By using this site, you agree to our Privacy Policy and our Terms of Use. Close
crumas2 said:
MikeB said:
Entroper said:
MikeB said:
@ Entroper

There is always an advantage to unified shaders.


Unified shaders is an advantage, but not an advantage over the PS3. If you have 50 people who can either be a doctor or a dentist, does not mean there's advantage over having 100 people, 50 of them only being able to be a doctor and 50 people only able to be a dentist. You get more work done in the latter case. The RSX/Cell vs Xenos/Xenon is like such a situation.

Except it isn't 50+50 vs. 50, it's 48+8 vs. 48. :P And I never claimed Xenos was faster! I claimed the difference is less than the specs would indicate at face value.


And then there's also the Cell. The SPEs are way more flexible compared to current vertex shader engines. A SPE can create or destroy vertices, assemble primitives, and so on. Cell + RSX (bandwidth, etc) > Xenon + Xenos

From an older study:

"This paper studies a deferred pixel shading algorithm implemented on a Cell-based computer entertainment system. The pixel shader runs on the Synergistic Processing Units (SPUs) of the Cell and works concurrently with the GPU to render images. The system's unified memory architecture allows the Cell and GPU to exchange data through shared textures.
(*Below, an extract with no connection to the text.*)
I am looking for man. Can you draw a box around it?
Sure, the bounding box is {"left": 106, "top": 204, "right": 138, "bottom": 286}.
The SPUs use the Cell DMA list capability to gather irregular fine-grained fragments of texture data generated by the GPU. They return resultant shadow textures the same way. The shading computation ran at up to 85 Hz at HDTV 720p resolution on 5 SPUs and generated 30.72 gigaops of performance. This is comparable to the performance of the algorithm running on a state of the art high end GPU. These results indicate that a hybrid solution in which the Cell and GPU work together can produce higher performance than either device working alone."


I wouldn't argue that the PS3 isn't more powerful on paper than the 360. The question is, how much more powerful, and how accessible is that power. The PS3 has been on the market for more than a year, now, and yet very few games on the PS3 look better than what's available on the 360. What good is a better engine if it's too expensive/difficult to take advantage of it?
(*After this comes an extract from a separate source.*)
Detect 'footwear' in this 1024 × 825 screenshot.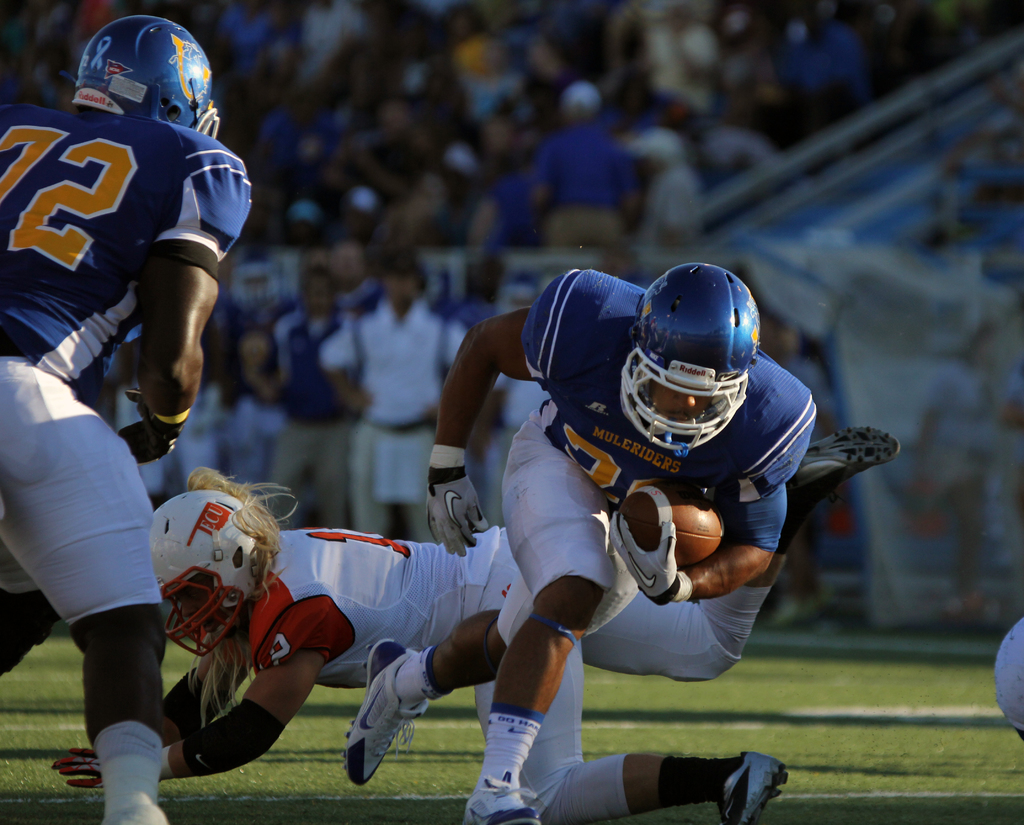
Detection: x1=343, y1=641, x2=427, y2=788.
Instead of trying to beat that PS3-power horse into the ground, perhaps you could spend more time helping to spread useful info to correct some of the misunderstanding in the posts in this thread, such as:

1. Why you don't need Blu-ray to display at 1080p in a game

2. Why 1080p does actually refer to 1920x1080 progressive scan instead of just any old resolution with 1080 lines

I know you know all that stuff and could help those guys out by explaining it.

 


The performance isn't that difficult to tap, it's just a different approach than most devs are used to (it requires a bit more thought). You can't expect old locomotives to do very well on modern railways, similarly the best results will be achieved with newly built engines (from scratch, a lot of work to do in one go) and those which are adapted step by step into a fully PS3 orientated game engine (like Resistance 2).
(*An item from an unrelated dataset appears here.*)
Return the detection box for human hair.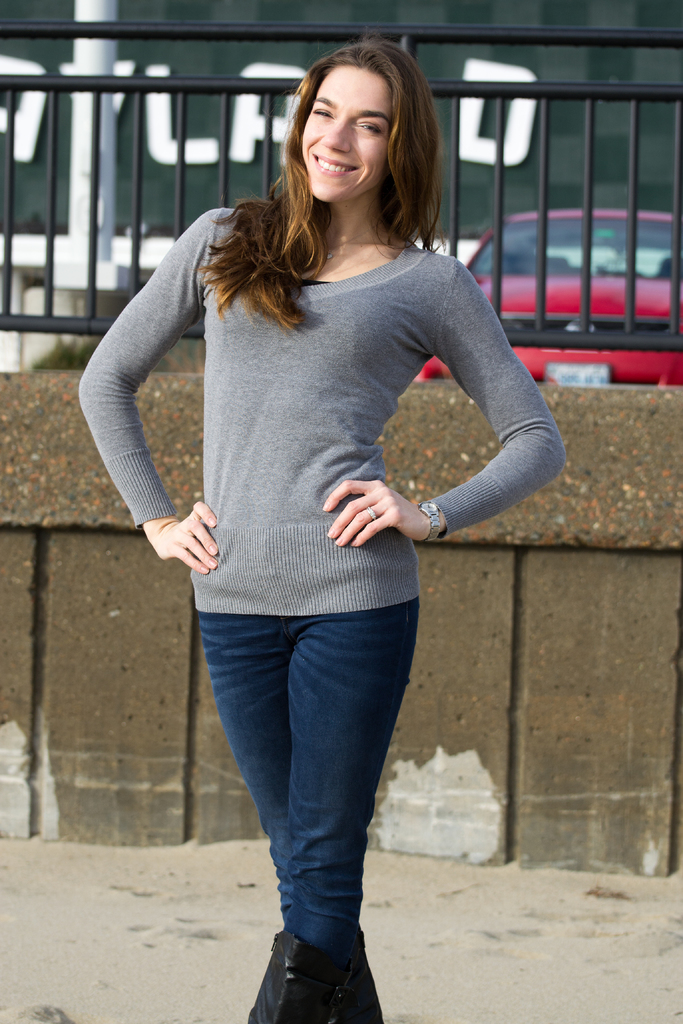
locate(243, 45, 448, 301).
1. You don't need Blu-Ray to output 1080p rendering resolution, you can have an OS on a single diskette supporting such a resolution. However as high definition sound and high quality textures take up a lot of space, it's certainly a huge plus to have far more storage space. You can have more varierty without dragging down the quality to fit on disc.

2. 1080p refers to 1080 lines, progressive scan.

A Full HD TV supports 1920 by 1080 pixel resolution.



Naughty Dog: "At Naughty Dog, we're pretty sure we should be able to see leaps between games on the PS3 that are even bigger than they were on the PS2."